NAGPUR: It’s not just a bad crop or unpaid loans that are reasons behind farmer deaths in Vidarbha region. Heavy debt incurred due to high medical bills is emerging as another strong reason.
The 43-year-old sarpanch of Kocchi village Varshatai Tatewar is broke, as she has spent an enormous sum during the two months of treatment her husband Raju underwent before he died in February.
The family drained all their savings and fixed deposits, sold off Varshatai’s ornaments and borrowed Rs2.5 lakh from relatives to pay the hospital bills and buy medicines.
Varshatai, who is neckdeep in debt, said, “We spent around Rs7 lakh for his treatment, in Yavatmal and Nagpur, but the doctors could not save him.” Raju was taken to a private hospital in Yavatmal, which then referred his case to Sawangi Medical Hospital at Wardha.
There he was treated for a month before being referred again to a super-specialty hospital in Nagpur. A month later, he died. “My husband was on a ventilator for 18 days,” said Varshatai, adding, “I don’t know if he was being treated properly. We were not allowed to see him every day.”
A medical officer at the primary health centre at Darwha in Yavatmal, said, “It’s usual to see a farmer unable to meet medical expenditure mortgage his land to the doctor.”
Raju did not commit suicide, as he was a 30-acre progressive farmer with a strong financial founding. But his illness left his family indebted after his demise, notes Kishor Tiwari of the Vidarbha Jan Andolan Samiti. “This is also part of agrarian tragedy. Imagine a situation where a farmer is unable to bear healthcare costs.”
Last year, thousands of farmers in Vidarbha had to borrow money from private lenders or mortgage their lands to doctors during the chikungunya outbreak.
In a village near Wadki in Wani tehsil of Yavatmal, two sisters - Karishma, 12, and Laxmi Uikey, 14 — died due to viral fever in September last. Their farmer-parents could not afford to take them to a hospital.
Suchet Bhagwat, a hospital management consultant in Nagpur said, “There’s no doubt the health care cost has shot up.” He feels a boom in super-specialty hospitals has spiralled medical expenses.
“What we need today is a strong basic healthcare system. The private health sector neglects it because of low returns; they invest heavily in sophisticated technology also a reason why medical expenses have risen,” he said.
In Vidarbha, the government health set-up is better than in many other parts, but a farmer too wants quick cure and aggressive treatment, argues Bhagwat. “What the government can do is to make it mandatory for all specialty hospitals to have a few beds reserved for patients from rural areas.”
An Akola psychiatrist Dr Sujay Patil said, “Rural Vidarbha is witnessing a wave of depression among farmers which is rooted in its economics.” Dr Patil renders free services to farmers suffering from clinical depression.
A National Sample Survey Organisation survey (2003-04) says medical care is now the second-most common cause of rural family debt. The number of people unable to take treatment in the mid-1990s was double than what it was a decade earlier. By 1996, nearly one in every four rural Indians had fallen in this group.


Instructions for the task: Would you work out how many lines below include the word "corner"? Only that number is wanted.

[Dataset records on visual material]

______________________________

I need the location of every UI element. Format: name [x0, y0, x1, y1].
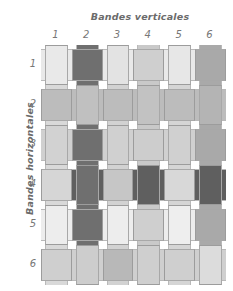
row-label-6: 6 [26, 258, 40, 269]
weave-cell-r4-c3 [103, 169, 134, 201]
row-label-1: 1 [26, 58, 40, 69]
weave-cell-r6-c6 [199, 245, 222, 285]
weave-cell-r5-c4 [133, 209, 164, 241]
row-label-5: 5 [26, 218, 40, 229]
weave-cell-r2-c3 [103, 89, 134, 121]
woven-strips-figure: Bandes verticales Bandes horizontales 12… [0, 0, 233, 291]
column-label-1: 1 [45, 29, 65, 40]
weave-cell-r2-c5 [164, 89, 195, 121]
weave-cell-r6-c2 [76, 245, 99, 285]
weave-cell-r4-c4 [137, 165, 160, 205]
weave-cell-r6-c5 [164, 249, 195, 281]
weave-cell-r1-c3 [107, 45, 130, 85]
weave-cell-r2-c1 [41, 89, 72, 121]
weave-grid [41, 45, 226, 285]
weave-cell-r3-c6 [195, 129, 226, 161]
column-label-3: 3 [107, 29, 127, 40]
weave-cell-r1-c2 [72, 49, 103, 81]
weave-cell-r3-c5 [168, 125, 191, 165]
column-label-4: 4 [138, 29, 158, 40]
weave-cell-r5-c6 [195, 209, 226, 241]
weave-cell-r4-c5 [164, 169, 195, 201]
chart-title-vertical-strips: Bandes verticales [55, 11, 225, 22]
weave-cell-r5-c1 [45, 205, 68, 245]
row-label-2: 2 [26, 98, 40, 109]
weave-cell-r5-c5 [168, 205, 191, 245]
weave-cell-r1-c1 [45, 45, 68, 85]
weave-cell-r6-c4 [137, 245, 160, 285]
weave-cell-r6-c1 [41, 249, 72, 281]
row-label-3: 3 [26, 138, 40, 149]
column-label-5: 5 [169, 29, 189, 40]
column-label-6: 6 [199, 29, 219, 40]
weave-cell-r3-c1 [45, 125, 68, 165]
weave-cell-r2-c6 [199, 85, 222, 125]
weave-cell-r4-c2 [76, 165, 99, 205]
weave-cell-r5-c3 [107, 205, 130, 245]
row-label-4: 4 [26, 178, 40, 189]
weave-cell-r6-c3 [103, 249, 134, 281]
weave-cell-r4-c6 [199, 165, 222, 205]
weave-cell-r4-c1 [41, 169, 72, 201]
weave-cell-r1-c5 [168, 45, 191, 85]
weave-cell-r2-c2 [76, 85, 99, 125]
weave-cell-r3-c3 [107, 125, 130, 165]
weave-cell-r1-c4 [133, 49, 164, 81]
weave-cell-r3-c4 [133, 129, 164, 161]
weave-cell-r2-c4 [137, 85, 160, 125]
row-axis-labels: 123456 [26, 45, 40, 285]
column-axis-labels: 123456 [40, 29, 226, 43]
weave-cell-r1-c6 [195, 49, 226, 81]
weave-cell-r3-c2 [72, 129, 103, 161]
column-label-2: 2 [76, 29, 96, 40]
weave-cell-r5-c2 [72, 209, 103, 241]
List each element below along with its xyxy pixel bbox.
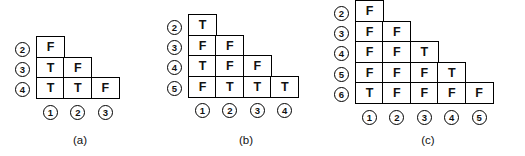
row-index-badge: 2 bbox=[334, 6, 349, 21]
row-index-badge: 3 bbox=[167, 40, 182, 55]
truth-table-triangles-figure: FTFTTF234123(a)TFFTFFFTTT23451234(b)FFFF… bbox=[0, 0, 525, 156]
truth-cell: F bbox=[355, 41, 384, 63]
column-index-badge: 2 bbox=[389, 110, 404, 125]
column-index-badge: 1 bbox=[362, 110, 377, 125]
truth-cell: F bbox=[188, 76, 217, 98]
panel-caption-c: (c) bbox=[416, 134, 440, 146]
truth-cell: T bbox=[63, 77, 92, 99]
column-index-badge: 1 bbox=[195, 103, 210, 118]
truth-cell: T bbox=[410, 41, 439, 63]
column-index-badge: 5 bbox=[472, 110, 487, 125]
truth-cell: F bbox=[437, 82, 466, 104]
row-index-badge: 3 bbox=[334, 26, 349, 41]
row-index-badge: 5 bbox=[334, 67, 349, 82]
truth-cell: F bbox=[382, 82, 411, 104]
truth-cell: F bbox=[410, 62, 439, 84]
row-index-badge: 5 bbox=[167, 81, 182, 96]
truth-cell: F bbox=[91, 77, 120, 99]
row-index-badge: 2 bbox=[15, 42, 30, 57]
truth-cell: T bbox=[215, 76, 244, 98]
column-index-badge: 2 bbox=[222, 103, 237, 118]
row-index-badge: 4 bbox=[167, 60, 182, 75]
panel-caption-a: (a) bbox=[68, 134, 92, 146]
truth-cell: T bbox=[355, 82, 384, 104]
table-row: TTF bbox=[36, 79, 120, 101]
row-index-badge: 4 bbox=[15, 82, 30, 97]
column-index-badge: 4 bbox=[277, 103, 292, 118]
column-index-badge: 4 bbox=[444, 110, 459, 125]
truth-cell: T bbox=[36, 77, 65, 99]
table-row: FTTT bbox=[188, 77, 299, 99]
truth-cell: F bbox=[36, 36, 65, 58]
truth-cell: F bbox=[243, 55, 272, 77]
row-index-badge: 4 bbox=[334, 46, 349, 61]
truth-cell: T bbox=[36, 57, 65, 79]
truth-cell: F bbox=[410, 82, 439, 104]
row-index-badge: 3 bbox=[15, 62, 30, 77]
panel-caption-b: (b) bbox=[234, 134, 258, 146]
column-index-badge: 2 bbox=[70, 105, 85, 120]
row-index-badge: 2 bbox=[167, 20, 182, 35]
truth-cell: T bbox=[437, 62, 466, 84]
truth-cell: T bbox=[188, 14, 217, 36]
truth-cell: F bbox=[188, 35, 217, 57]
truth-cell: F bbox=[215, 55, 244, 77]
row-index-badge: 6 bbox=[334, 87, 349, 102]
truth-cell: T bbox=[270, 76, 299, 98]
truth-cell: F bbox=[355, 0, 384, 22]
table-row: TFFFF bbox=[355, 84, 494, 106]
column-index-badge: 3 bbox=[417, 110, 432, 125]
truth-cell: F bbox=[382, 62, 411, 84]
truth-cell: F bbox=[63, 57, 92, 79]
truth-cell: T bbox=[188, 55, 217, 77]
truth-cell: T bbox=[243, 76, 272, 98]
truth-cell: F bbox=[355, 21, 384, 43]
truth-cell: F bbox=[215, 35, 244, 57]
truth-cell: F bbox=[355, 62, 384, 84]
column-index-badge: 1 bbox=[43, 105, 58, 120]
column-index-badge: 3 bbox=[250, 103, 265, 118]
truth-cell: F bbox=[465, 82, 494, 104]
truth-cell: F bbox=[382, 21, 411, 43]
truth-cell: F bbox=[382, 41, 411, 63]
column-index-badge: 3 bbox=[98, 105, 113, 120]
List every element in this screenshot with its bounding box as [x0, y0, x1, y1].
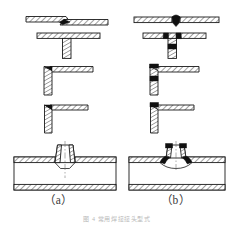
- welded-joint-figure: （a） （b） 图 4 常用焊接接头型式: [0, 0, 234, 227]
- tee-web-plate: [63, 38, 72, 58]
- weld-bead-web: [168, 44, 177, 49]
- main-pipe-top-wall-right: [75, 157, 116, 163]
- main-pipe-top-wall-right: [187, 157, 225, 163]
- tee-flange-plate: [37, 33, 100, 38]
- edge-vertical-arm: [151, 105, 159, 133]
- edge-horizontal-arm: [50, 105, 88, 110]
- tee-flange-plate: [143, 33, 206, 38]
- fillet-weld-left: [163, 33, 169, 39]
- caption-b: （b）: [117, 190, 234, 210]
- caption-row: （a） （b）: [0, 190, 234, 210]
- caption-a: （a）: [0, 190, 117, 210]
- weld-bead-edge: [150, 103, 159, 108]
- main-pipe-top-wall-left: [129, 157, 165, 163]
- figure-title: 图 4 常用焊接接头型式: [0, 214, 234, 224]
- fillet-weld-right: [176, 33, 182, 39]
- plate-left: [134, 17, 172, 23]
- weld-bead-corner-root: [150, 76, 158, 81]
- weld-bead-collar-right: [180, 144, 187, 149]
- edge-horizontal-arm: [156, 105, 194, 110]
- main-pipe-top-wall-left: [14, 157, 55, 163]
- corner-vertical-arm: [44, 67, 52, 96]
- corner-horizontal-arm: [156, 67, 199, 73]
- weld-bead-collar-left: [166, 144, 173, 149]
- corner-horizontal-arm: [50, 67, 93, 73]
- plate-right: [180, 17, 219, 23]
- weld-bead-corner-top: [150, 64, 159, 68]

______________________________

Output: 5